Intentions affect not only the content of the piece but also how it is performed and staged. In original theatre, performance creation is not separate from concept; the two work together.

Consider these performance areas:

  • Movement: A tense intention may lead to stiff, contained movement. A joyful intention may lead to open, energetic physicality.
  • Voice: A fearful intention may use whispering, pauses, or uneven rhythm. A confident intention may use strong projection and clear pacing.
  • Space: A divided intention may place performers far apart. A united intention may bring them together in close ensemble patterns.
  • Costume and props: Simple costumes can support realism, while symbolic props can highlight a central theme.
  • Lighting and sound: These can reinforce mood and focus attention on key moments.

An ensemble may also decide how directly to involve the audience. For instance, if the intention is to make the audience reflect on social responsibility, direct address or audience interaction may be effective. If the intention is to create emotional tension, the ensemble may limit interaction and build distance instead.

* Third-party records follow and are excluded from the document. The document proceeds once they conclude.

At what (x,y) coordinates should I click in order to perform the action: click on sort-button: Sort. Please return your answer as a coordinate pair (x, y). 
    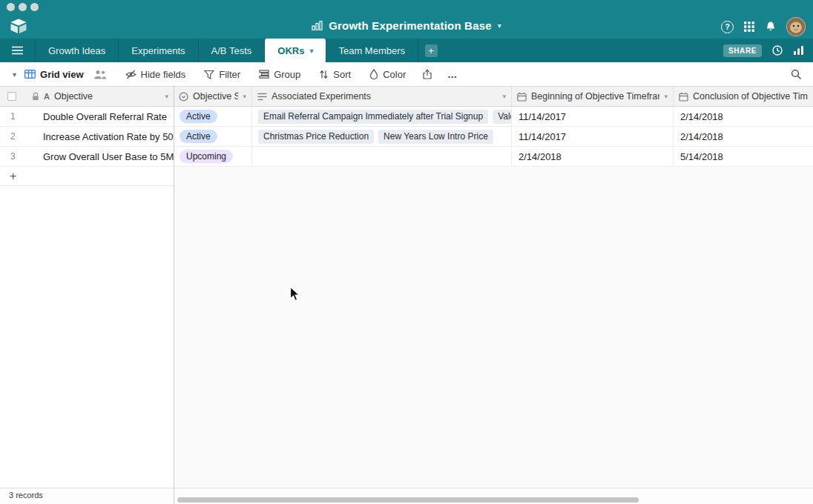
    Looking at the image, I should click on (335, 74).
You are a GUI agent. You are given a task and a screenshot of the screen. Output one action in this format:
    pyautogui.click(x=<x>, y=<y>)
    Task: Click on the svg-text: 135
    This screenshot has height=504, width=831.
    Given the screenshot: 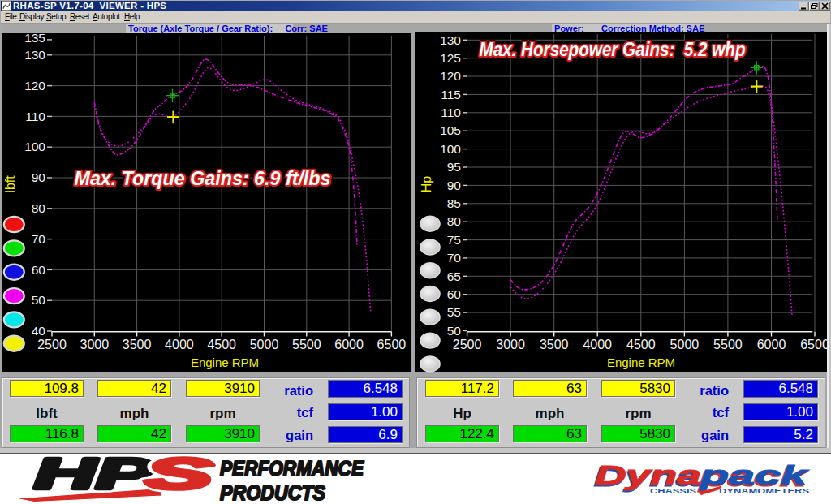 What is the action you would take?
    pyautogui.click(x=35, y=37)
    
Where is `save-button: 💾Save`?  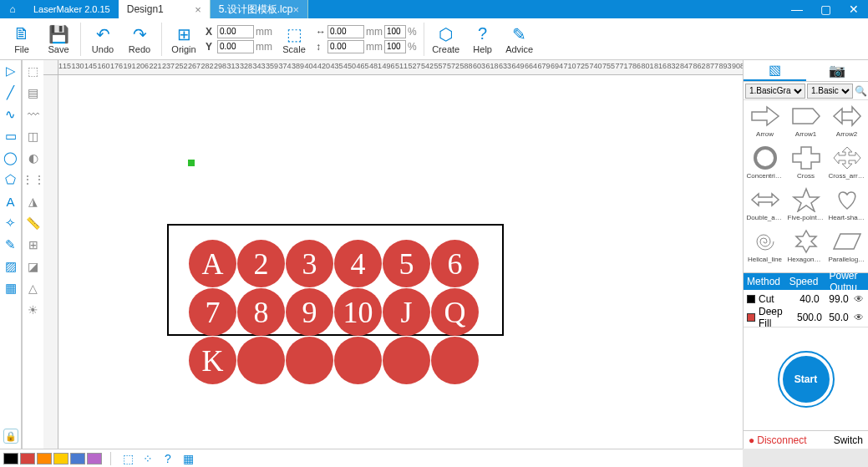 save-button: 💾Save is located at coordinates (58, 39).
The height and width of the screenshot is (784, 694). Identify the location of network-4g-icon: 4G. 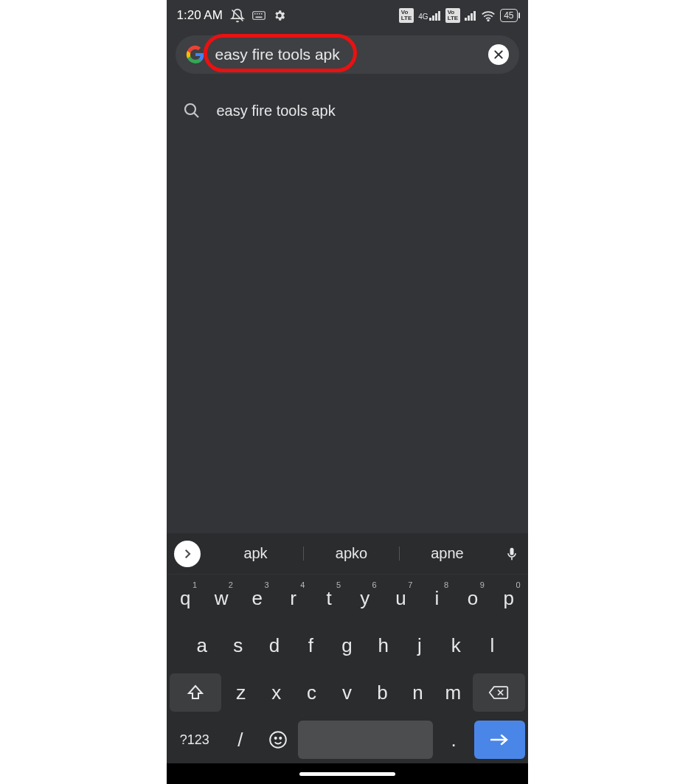
(423, 17).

Remember, students, intentions should remain clear but flexible. In rehearsal, a group may discover that a new idea communicates better than the original plan. Good ensembles are able to adjust while still staying true to their shared purpose.

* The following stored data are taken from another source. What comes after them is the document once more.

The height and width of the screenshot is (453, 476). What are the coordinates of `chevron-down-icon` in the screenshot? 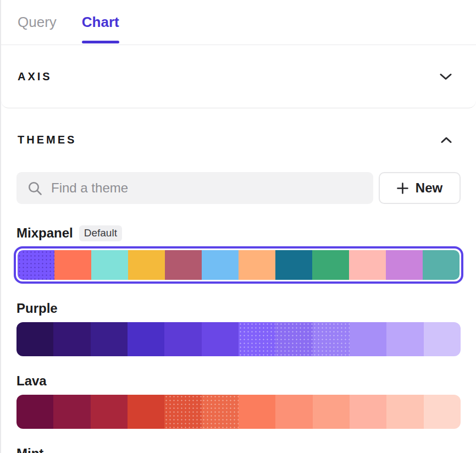 It's located at (446, 77).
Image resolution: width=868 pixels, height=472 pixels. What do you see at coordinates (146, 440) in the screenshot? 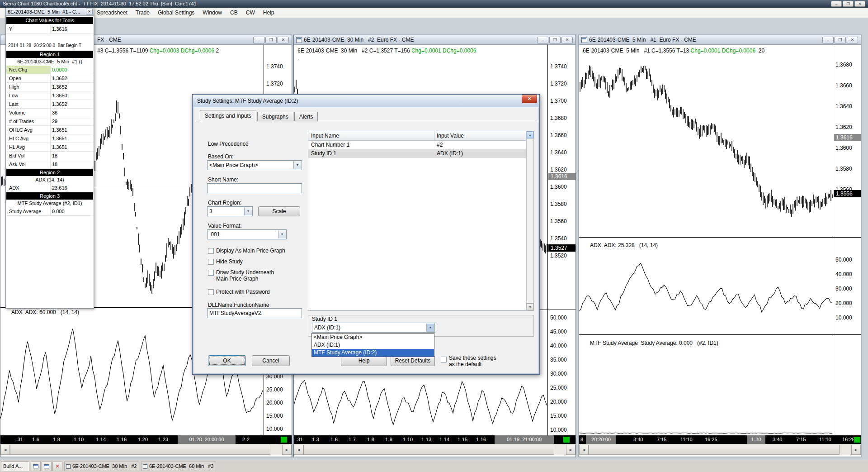
I see `date-axis: -311-61-81-101-141-161-201-2301-28 20:00…` at bounding box center [146, 440].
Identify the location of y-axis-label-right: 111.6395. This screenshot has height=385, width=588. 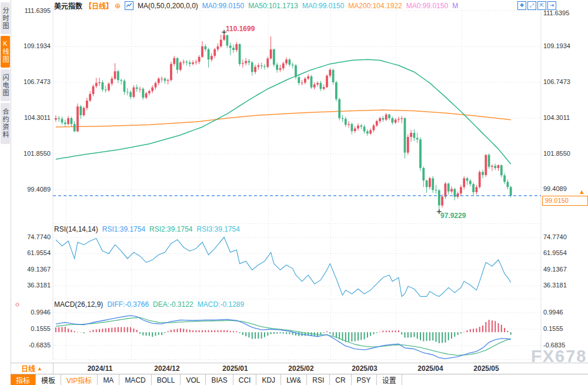
(565, 13).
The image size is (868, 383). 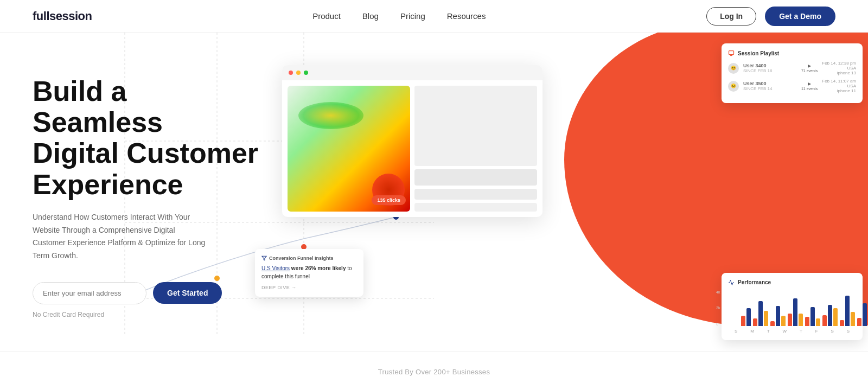 What do you see at coordinates (476, 126) in the screenshot?
I see `placeholder-tall` at bounding box center [476, 126].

Documentation and Reflection in IB Theatre SL

Collaboratively creating original theatre also involves documenting the process. In IB Theatre SL, students often record their creative development through notes, reflections, sketches, rehearsal logs, photos, or video evidence. Ensemble intentions should appear in this documentation because they show how the group’s ideas developed over time.

Useful documentation questions include:

  • What intention did the ensemble decide on?
  • Why did we choose this intention?
  • How did the stimulus lead to our focus?
  • Which theatrical choices supported the intention?
  • What changed after rehearsal feedback?
  • How did collaboration shape the final piece?

This reflection is important because it shows process, not just product. An examiner or teacher can see how the ensemble thought through the work and made choices based on clear aims. Documentation also helps the group notice whether everyone contributed to the shared direction.

For example, if a group’s intention was to explore the theme of identity, their journal might show how they moved from abstract improvisations to a scene about social media profiles and real-life self-image. The documentation would explain why certain scenes were kept and others cut. That evidence demonstrates thoughtful collaboration.

Conclusion

Ensemble Intentions are the shared artistic goals that guide a group through collaboratively creating original theatre. They help the ensemble turn a stimulus into a focused performance with meaning, shape the use of theatrical elements, and support reflection and documentation. In IB Theatre SL, this is a key part of making theatre that is original, purposeful, and collaborative. When an ensemble knows what it wants to communicate, every rehearsal becomes more effective and every creative choice becomes more meaningful 🌟.

Study Notes

  • Ensemble intentions are the shared goals that guide original theatre-making.
  • They help a group stay focused after responding to a stimulus.
  • In devising, intentions shape theme, style, mood, movement, voice, space, and audience relationship.
  • Collaboration means the group makes decisions together, not separately.
  • Clear intentions help the ensemble choose and refine theatrical elements.
  • Different intentions can lead to very different performances from the same starting point.
  • Documentation should show how intentions developed, changed, and influenced creative choices.
  • In IB Theatre SL, ensemble intentions connect process, performance, and reflection within collaboratively creating original theatre.